The Scottish National Party said it would be "absurd" for the UK to damage its trading links with an independent Scotland by failing to maintain a monetary union. A spokesman for John Swinney, the Scottish finance secretary, said: ""The pound is as much Scotland's as it is the rest of the UK's, and the [Scottish government's] fiscal commission working group, with experts including two Nobel Laureates, have concluded that it's in the interests of both Scotland and the UK to continue to retain sterling in a formal monetary union."
On Tuesday, Osborne again insisted that a currency union was highly unlikely, saying that "I don't think a workable currency can be created." BP's Dudley spoke this week of "concern" over Scotland's monetary future.
Last week Carney said that the lessons of the euro crisis had shown that sterling pact would require stringent and mutually-agreed policies to control the fiscal policies of both governments – a catch-up category covering taxation levels, state debt and government borrowing.
It would also require UK taxpayers and ministers to underwrite Scotland's debts and the debts of Scottish banks like RBS and HBOS, both of were hours from collapse in 2008. Scotland's finance sector is estimated to 12 times larger than the Scottish economy.
Carney also said a currency union could succeed and would have significant advantages for the Scottish and UK economies because they were closely aligned and interdependent.
That echoes the position of the Scottish government, whose economic advisers have repeatedly recommended a sterling pact. Other economists insist that the terms of a currency union would be so onerous on Scotland it would no longer be fiscally independent.
Arguing that a sterling union is overwhelmingly in the UK's interests, Salmond vigorously disputes claims that such a deal would be unworkable, citing the tens of billions of pounds of cross border trade, and the significance of North Sea oil and gas reserves to the wider UK economy.
But there remains a deep divide over how great the UK government and Bank of England's influence would be on Scotland's taxation policy and its overall spending – a central issue in any future talks.

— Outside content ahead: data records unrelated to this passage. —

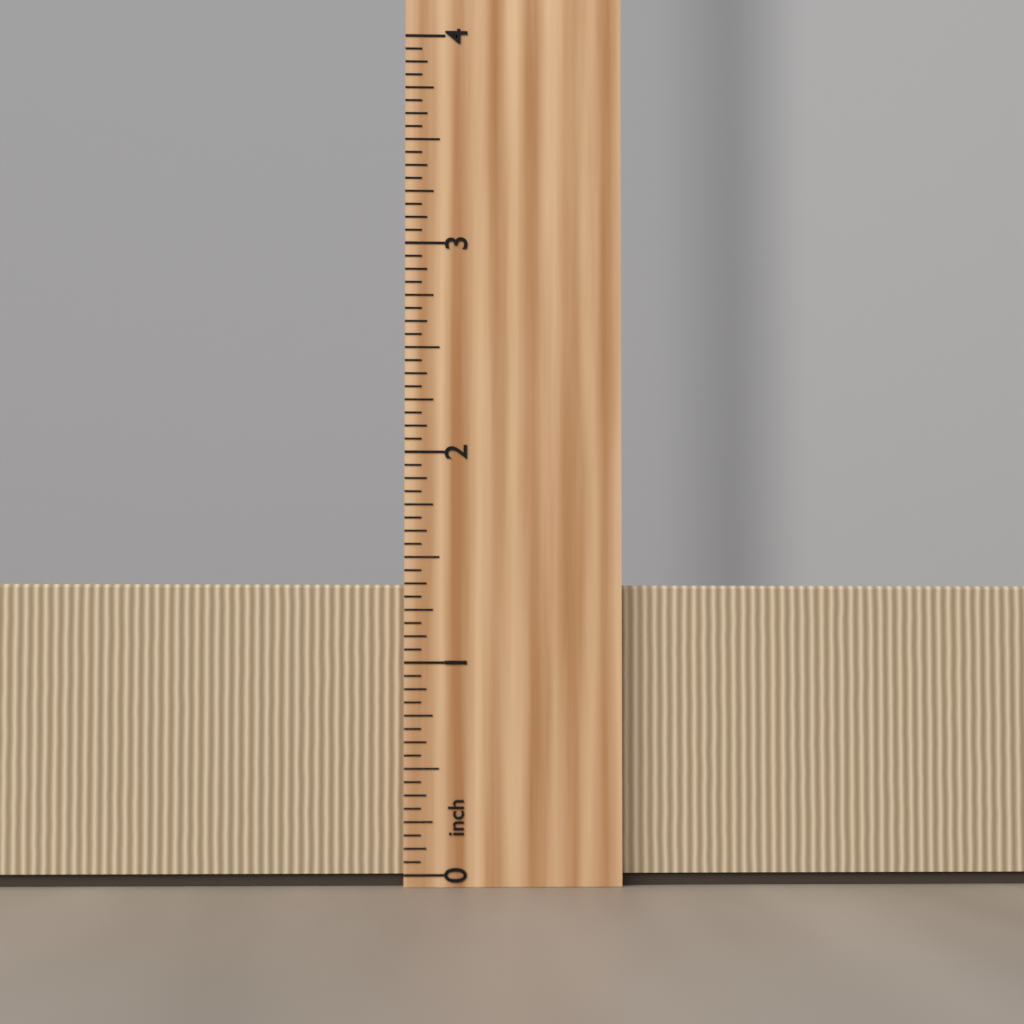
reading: 1.3750 inch
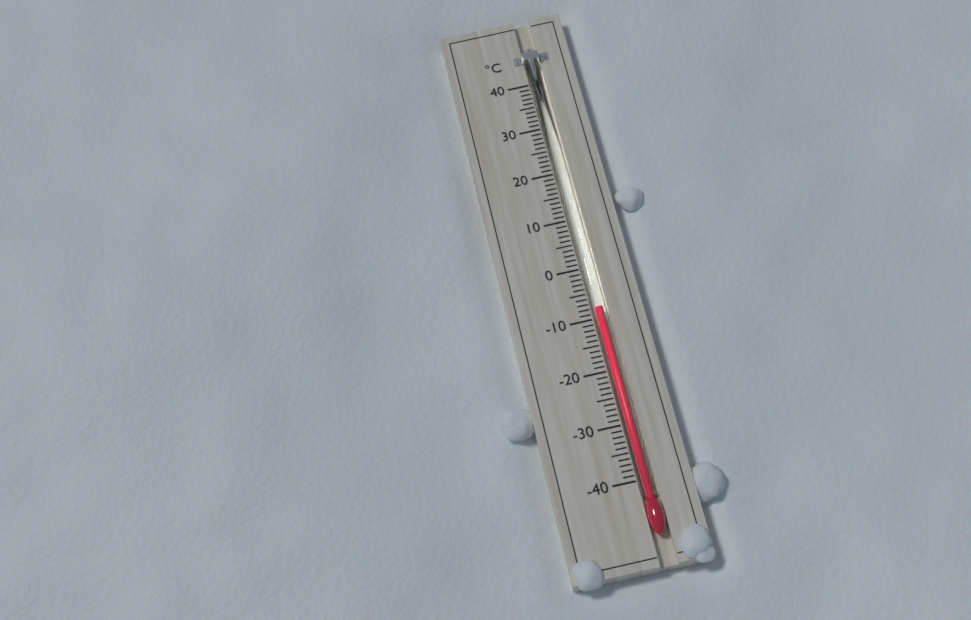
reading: -8 °C
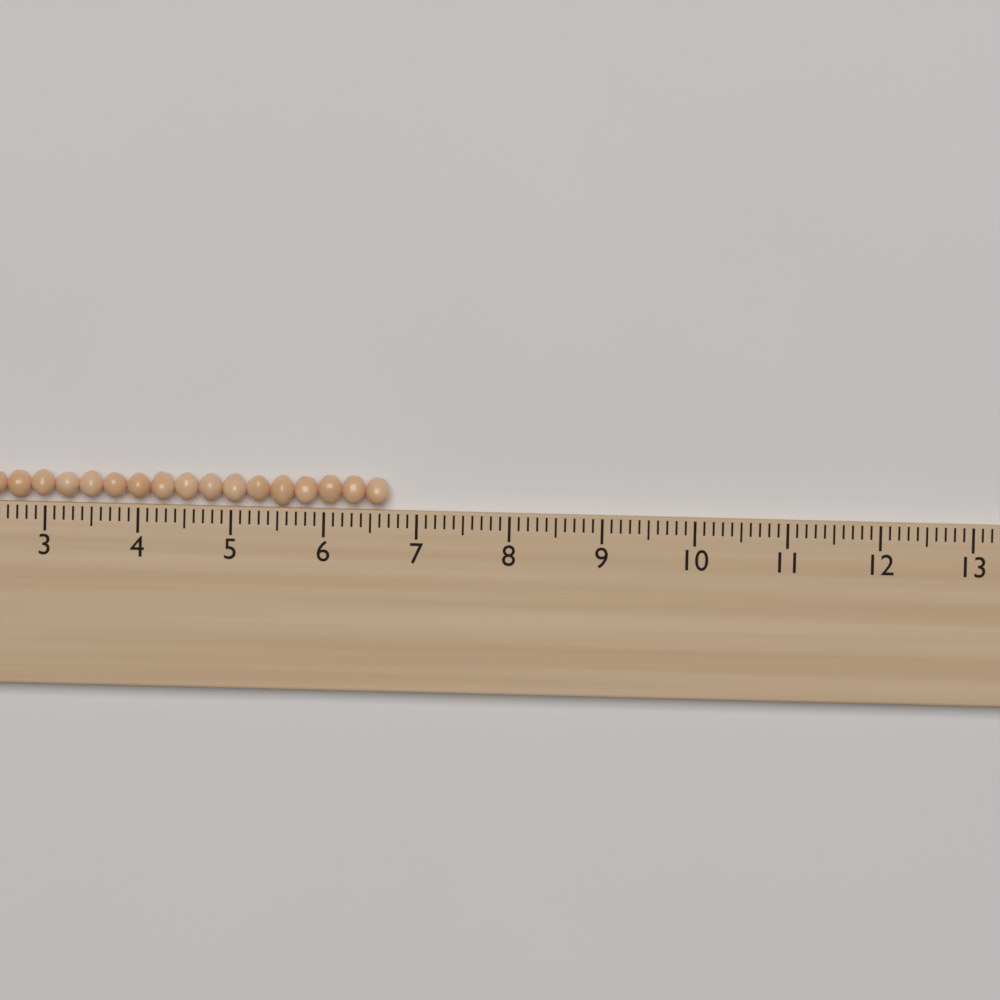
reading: 6.7 (no unit)
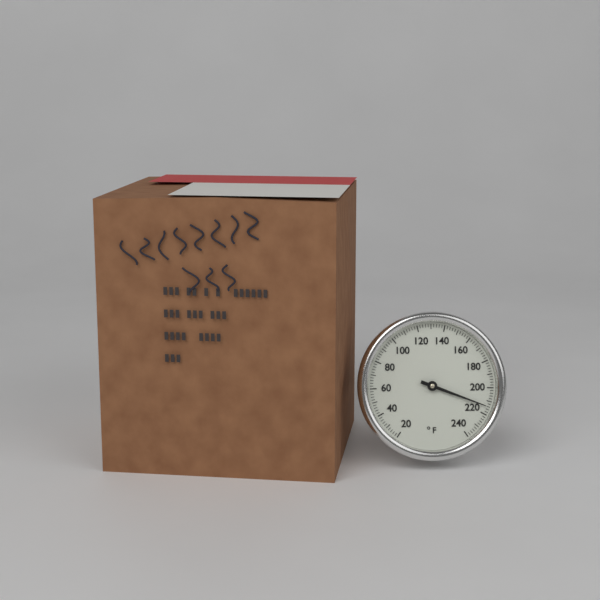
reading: 214 °F
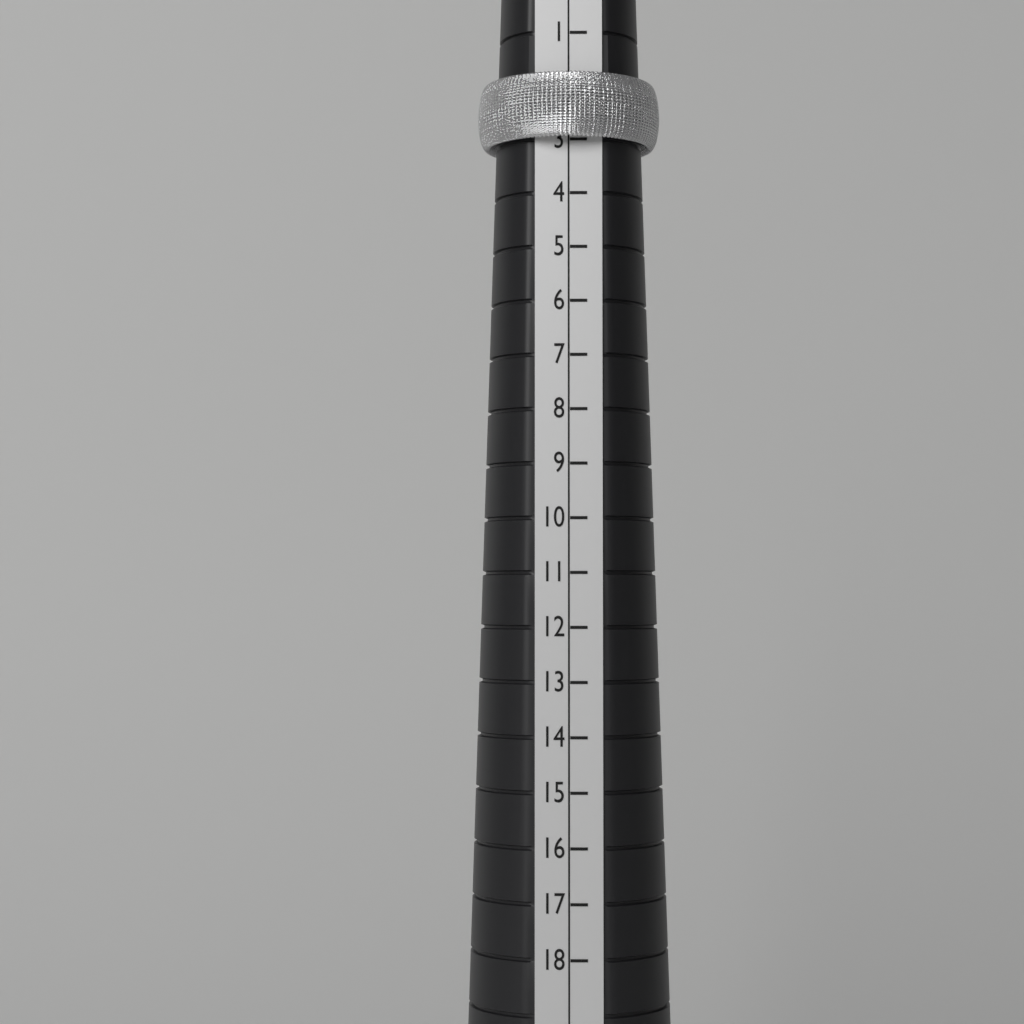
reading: 3 (no unit)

Salmond has insisted it would be minimal: UK ministers believe that control would need to be considerable to meet the Carney tests, although they have yet to spell out what they would demand of an independent Scotland to avoid pre-negotiating on independence.
Scottish ministers and the independence campaign point to recent opinion polls which show a large majority of UK and Scottish voters support a currency union, contradicting UK ministerial claims that English and Welsh voters would resist a pact.
One survey by Panelbase in December found 71% of voters in the rest of the UK agreed that Scotland should continue to use the pound.
The Scottish Social Attitudes Survey found 79% of Scots wanted to use the pound after independence, although only 57% said it was likely to. More than 20% thought Scotland would likely end up with the euro, and 16% a new currency.
But there remains a major divide over how great the UK government and Bank of England's influence would be on Scotland's taxation policy and its overall spending – a central issue in any future talks.
Salmond has insisted it would be minimal: UK ministers believe that control would need to be considerable to meet the Carney tests, although they have yet to spell out what they would demand of an independent Scotland to avoid pre-negotiating on independence.
Dudley became the most senior UK business leader to openly voice doubts about the currency union on Tuesday, saying it was a "major uncertainty" and "a question mark" for BP, along with Scotland's future membership of the EU.